New limits on Medicare drug costs start at start of year

Samantha Fields Dec 30, 2024
Heard on:
Before the Inflation Reduction Act, there was no cap on out-of-pocket prescription drug costs for people with Medicare. Scott Olson/Getty Images
HTML EMBED:
COPY

Starting on Wednesday, Jan. 1, seniors on Medicare will pay no more than $2,000 a year for prescription drugs. That’s down from this year’s cap of $3,250. 

The concept of limiting how much seniors pay for prescription drugs is new.

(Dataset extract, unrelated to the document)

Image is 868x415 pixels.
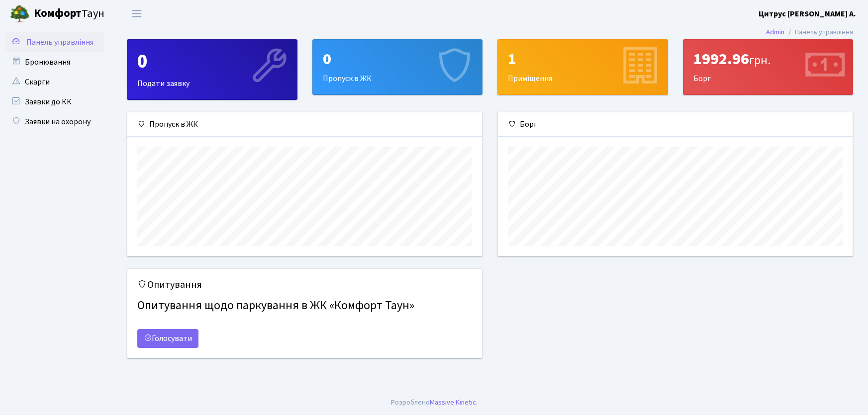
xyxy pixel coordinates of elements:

It came out of the Inflation Reduction Act, which Congress passed in 2022. Until the cap started phasing in this year, some seniors paid many thousands of dollars a year out of pocket for medication.

The whole point of health insurance is to make medical care affordable — at least, in theory. “Insurance is supposed to be limiting big financial shocks,” said Benedic Ippolito, an economist at the American Enterprise Institute.

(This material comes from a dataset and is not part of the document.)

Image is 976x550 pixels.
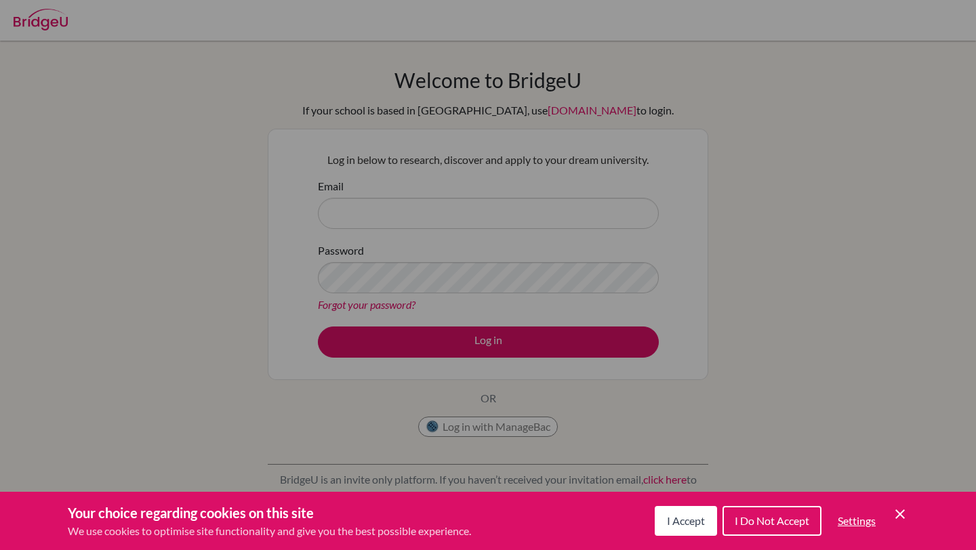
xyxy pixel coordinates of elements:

He said if a health plan doesn’t cap the amount you can be required to pay, “it’s not a particularly good insurance product.”

Private health plans have long had some kind of out-of-pocket maximum because of the Affordable Care Act. But not Medicare.

“It was unusual in that it did not cap how much you could spend on, in this case, prescription drugs,” Ippolito said.

There was no cap at all. “If you were taking a really expensive drug, and that drug was tens of thousands of dollars, that could translate into potentially thousands of dollars of out-of-pocket costs,” said Matthew Fiedler, senior fellow at the Brookings Institution.

Most seniors aren’t spending more than $2,000 a year on prescriptions, Fiedler said. But at least 1.5 million did in 2021, according to the health policy nonprofit group KFF.

“One common reason people can end up with particularly high drug costs is they’re taking an expensive cancer drug,” he said. “Other scenarios include people with certain immune system disorders, or people who have had an organ transplant and take immunosuppressive drugs.”

And you never know when that might be you.

That’s why Stacie Dusetzina, professor of health policy at Vanderbilt University Medical Center, said capping how much seniors have to pay for prescriptions is a big deal.

“This puts financial security there for people who end up developing a condition that needs a high-cost drug, so that you know that the drug costs that they will face are not going to bankrupt them,” she said.

This new price cap will cost the federal government and taxpayers. But Dusetzina said Medicare can now negotiate drug prices, and that should offset some of the increased costs.

“The other way that this comes out is through premiums. So if you are purchasing a Medicare Part D plan, your premium could potentially go up,” she said.

But, she said, there are guardrails in place to prevent them from going up too much, at least for the next few years.